## WHAT THE EXERCISE ASKS
Your reply should be the full listing, copied exactly.

○ ○ ○ ○ ○

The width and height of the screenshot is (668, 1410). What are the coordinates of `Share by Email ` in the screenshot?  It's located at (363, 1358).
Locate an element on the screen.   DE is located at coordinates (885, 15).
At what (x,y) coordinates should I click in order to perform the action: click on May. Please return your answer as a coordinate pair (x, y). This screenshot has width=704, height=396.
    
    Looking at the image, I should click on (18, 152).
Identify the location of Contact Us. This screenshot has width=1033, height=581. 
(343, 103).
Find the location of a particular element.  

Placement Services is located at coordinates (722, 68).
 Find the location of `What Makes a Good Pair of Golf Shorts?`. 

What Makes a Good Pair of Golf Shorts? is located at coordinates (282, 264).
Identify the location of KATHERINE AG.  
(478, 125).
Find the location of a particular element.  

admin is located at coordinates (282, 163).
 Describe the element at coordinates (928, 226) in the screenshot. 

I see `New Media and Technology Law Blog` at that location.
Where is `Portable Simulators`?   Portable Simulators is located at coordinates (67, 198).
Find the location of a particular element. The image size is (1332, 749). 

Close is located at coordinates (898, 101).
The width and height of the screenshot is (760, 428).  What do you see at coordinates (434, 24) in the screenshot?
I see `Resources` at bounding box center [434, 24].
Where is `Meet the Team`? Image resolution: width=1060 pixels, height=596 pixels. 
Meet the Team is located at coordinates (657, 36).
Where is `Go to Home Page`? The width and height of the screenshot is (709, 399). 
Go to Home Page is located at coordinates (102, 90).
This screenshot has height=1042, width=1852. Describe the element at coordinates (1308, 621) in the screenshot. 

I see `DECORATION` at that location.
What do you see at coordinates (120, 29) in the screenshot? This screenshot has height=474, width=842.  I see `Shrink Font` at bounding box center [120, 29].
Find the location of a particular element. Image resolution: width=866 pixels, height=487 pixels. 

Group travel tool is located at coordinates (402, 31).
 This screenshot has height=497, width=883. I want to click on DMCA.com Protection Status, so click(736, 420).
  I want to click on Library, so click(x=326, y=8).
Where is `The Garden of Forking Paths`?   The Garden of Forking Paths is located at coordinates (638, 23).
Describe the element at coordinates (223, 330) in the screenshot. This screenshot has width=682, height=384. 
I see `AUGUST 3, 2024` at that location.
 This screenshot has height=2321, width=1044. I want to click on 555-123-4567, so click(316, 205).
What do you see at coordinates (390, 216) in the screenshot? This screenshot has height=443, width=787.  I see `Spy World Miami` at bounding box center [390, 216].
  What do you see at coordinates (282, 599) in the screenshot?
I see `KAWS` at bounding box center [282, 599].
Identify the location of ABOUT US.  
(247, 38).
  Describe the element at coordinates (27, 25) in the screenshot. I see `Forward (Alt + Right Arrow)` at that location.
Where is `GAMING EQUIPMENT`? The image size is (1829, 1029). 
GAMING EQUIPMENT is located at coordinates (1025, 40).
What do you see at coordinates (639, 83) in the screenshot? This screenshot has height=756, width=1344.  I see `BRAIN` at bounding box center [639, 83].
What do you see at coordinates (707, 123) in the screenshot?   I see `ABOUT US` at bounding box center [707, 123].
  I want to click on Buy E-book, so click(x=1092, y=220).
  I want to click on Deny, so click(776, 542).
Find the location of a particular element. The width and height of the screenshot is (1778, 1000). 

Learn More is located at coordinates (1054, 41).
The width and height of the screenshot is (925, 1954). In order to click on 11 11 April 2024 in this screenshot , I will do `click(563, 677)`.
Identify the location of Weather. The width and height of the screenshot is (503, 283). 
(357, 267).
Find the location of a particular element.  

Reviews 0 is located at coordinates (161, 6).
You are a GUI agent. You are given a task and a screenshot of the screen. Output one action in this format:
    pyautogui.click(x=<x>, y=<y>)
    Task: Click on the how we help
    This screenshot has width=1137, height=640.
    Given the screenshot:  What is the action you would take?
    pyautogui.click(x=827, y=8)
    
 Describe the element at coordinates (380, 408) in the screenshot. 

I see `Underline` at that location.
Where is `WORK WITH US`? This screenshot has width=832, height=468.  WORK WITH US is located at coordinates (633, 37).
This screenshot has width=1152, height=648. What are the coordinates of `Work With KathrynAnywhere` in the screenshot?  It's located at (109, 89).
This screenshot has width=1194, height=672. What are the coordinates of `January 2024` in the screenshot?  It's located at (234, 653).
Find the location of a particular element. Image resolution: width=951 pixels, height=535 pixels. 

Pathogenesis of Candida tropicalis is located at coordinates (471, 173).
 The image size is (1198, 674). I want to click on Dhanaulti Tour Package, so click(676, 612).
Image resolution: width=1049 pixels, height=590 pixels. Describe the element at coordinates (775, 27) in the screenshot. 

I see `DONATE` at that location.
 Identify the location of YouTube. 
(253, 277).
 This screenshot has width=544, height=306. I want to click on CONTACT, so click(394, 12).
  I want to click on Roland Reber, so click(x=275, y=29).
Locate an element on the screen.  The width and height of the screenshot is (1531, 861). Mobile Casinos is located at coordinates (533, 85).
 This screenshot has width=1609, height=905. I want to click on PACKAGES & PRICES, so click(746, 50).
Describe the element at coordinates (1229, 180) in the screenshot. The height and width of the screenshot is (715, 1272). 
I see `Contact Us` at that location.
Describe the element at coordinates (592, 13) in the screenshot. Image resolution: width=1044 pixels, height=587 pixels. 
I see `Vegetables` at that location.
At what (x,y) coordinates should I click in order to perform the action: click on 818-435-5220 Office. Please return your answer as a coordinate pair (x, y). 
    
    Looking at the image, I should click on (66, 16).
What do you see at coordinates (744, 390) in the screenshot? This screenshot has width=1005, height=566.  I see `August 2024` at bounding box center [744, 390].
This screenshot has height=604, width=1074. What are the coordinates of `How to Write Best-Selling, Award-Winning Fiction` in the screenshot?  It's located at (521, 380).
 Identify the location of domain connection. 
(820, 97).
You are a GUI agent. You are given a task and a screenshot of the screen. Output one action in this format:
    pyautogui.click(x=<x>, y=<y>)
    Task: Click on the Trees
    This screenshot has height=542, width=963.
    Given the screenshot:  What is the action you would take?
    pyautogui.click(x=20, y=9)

○ ○ ○ ○ ○

## WRITTEN SOLUTION
The width and height of the screenshot is (668, 1410). What are the coordinates of `Share by Email ` in the screenshot?  It's located at (363, 1358).
Locate an element on the screen.   DE is located at coordinates (885, 15).
At what (x,y) coordinates should I click in order to perform the action: click on May. Please return your answer as a coordinate pair (x, y). This screenshot has width=704, height=396.
    
    Looking at the image, I should click on (18, 152).
Identify the location of Contact Us. This screenshot has width=1033, height=581. 
(343, 103).
Find the location of a particular element.  

Placement Services is located at coordinates (722, 68).
 Find the location of `What Makes a Good Pair of Golf Shorts?`. 

What Makes a Good Pair of Golf Shorts? is located at coordinates (282, 264).
Identify the location of KATHERINE AG.  
(478, 125).
Find the location of a particular element.  

admin is located at coordinates (282, 163).
 Describe the element at coordinates (928, 226) in the screenshot. 

I see `New Media and Technology Law Blog` at that location.
Where is `Portable Simulators`?   Portable Simulators is located at coordinates (67, 198).
Find the location of a particular element. The image size is (1332, 749). 

Close is located at coordinates (898, 101).
The width and height of the screenshot is (760, 428).  What do you see at coordinates (434, 24) in the screenshot?
I see `Resources` at bounding box center [434, 24].
Where is `Meet the Team`? Image resolution: width=1060 pixels, height=596 pixels. 
Meet the Team is located at coordinates (657, 36).
Where is `Go to Home Page`? The width and height of the screenshot is (709, 399). 
Go to Home Page is located at coordinates (102, 90).
This screenshot has height=1042, width=1852. Describe the element at coordinates (1308, 621) in the screenshot. 

I see `DECORATION` at that location.
What do you see at coordinates (120, 29) in the screenshot? This screenshot has height=474, width=842.  I see `Shrink Font` at bounding box center [120, 29].
Find the location of a particular element. Image resolution: width=866 pixels, height=487 pixels. 

Group travel tool is located at coordinates (402, 31).
 This screenshot has height=497, width=883. I want to click on DMCA.com Protection Status, so click(736, 420).
  I want to click on Library, so click(x=326, y=8).
Where is `The Garden of Forking Paths`?   The Garden of Forking Paths is located at coordinates (638, 23).
Describe the element at coordinates (223, 330) in the screenshot. This screenshot has width=682, height=384. 
I see `AUGUST 3, 2024` at that location.
 This screenshot has height=2321, width=1044. I want to click on 555-123-4567, so click(316, 205).
What do you see at coordinates (390, 216) in the screenshot? This screenshot has height=443, width=787.  I see `Spy World Miami` at bounding box center [390, 216].
  What do you see at coordinates (282, 599) in the screenshot?
I see `KAWS` at bounding box center [282, 599].
Identify the location of ABOUT US.  
(247, 38).
  Describe the element at coordinates (27, 25) in the screenshot. I see `Forward (Alt + Right Arrow)` at that location.
Where is `GAMING EQUIPMENT`? The image size is (1829, 1029). 
GAMING EQUIPMENT is located at coordinates (1025, 40).
What do you see at coordinates (639, 83) in the screenshot? This screenshot has height=756, width=1344.  I see `BRAIN` at bounding box center [639, 83].
What do you see at coordinates (707, 123) in the screenshot?   I see `ABOUT US` at bounding box center [707, 123].
  I want to click on Buy E-book, so click(x=1092, y=220).
  I want to click on Deny, so click(776, 542).
Find the location of a particular element. The width and height of the screenshot is (1778, 1000). 

Learn More is located at coordinates (1054, 41).
The width and height of the screenshot is (925, 1954). In order to click on 11 11 April 2024 in this screenshot , I will do `click(563, 677)`.
Identify the location of Weather. The width and height of the screenshot is (503, 283). 
(357, 267).
Find the location of a particular element.  

Reviews 0 is located at coordinates (161, 6).
You are a GUI agent. You are given a task and a screenshot of the screen. Output one action in this format:
    pyautogui.click(x=<x>, y=<y>)
    Task: Click on the how we help
    This screenshot has width=1137, height=640.
    Given the screenshot:  What is the action you would take?
    pyautogui.click(x=827, y=8)
    
 Describe the element at coordinates (380, 408) in the screenshot. 

I see `Underline` at that location.
Where is `WORK WITH US`? This screenshot has width=832, height=468.  WORK WITH US is located at coordinates (633, 37).
This screenshot has width=1152, height=648. What are the coordinates of `Work With KathrynAnywhere` in the screenshot?  It's located at (109, 89).
This screenshot has width=1194, height=672. What are the coordinates of `January 2024` in the screenshot?  It's located at (234, 653).
Find the location of a particular element. Image resolution: width=951 pixels, height=535 pixels. 

Pathogenesis of Candida tropicalis is located at coordinates (471, 173).
 The image size is (1198, 674). I want to click on Dhanaulti Tour Package, so click(676, 612).
Image resolution: width=1049 pixels, height=590 pixels. Describe the element at coordinates (775, 27) in the screenshot. 

I see `DONATE` at that location.
 Identify the location of YouTube. 
(253, 277).
 This screenshot has width=544, height=306. I want to click on CONTACT, so click(394, 12).
  I want to click on Roland Reber, so click(x=275, y=29).
Locate an element on the screen.  The width and height of the screenshot is (1531, 861). Mobile Casinos is located at coordinates (533, 85).
 This screenshot has width=1609, height=905. I want to click on PACKAGES & PRICES, so click(746, 50).
Describe the element at coordinates (1229, 180) in the screenshot. The height and width of the screenshot is (715, 1272). 
I see `Contact Us` at that location.
Describe the element at coordinates (592, 13) in the screenshot. Image resolution: width=1044 pixels, height=587 pixels. 
I see `Vegetables` at that location.
At what (x,y) coordinates should I click in order to perform the action: click on 818-435-5220 Office. Please return your answer as a coordinate pair (x, y). 
    
    Looking at the image, I should click on (66, 16).
What do you see at coordinates (744, 390) in the screenshot? This screenshot has width=1005, height=566.  I see `August 2024` at bounding box center [744, 390].
This screenshot has height=604, width=1074. What are the coordinates of `How to Write Best-Selling, Award-Winning Fiction` in the screenshot?  It's located at (521, 380).
 Identify the location of domain connection. 
(820, 97).
You are a GUI agent. You are given a task and a screenshot of the screen. Output one action in this format:
    pyautogui.click(x=<x>, y=<y>)
    Task: Click on the Trees
    This screenshot has height=542, width=963.
    Given the screenshot:  What is the action you would take?
    pyautogui.click(x=20, y=9)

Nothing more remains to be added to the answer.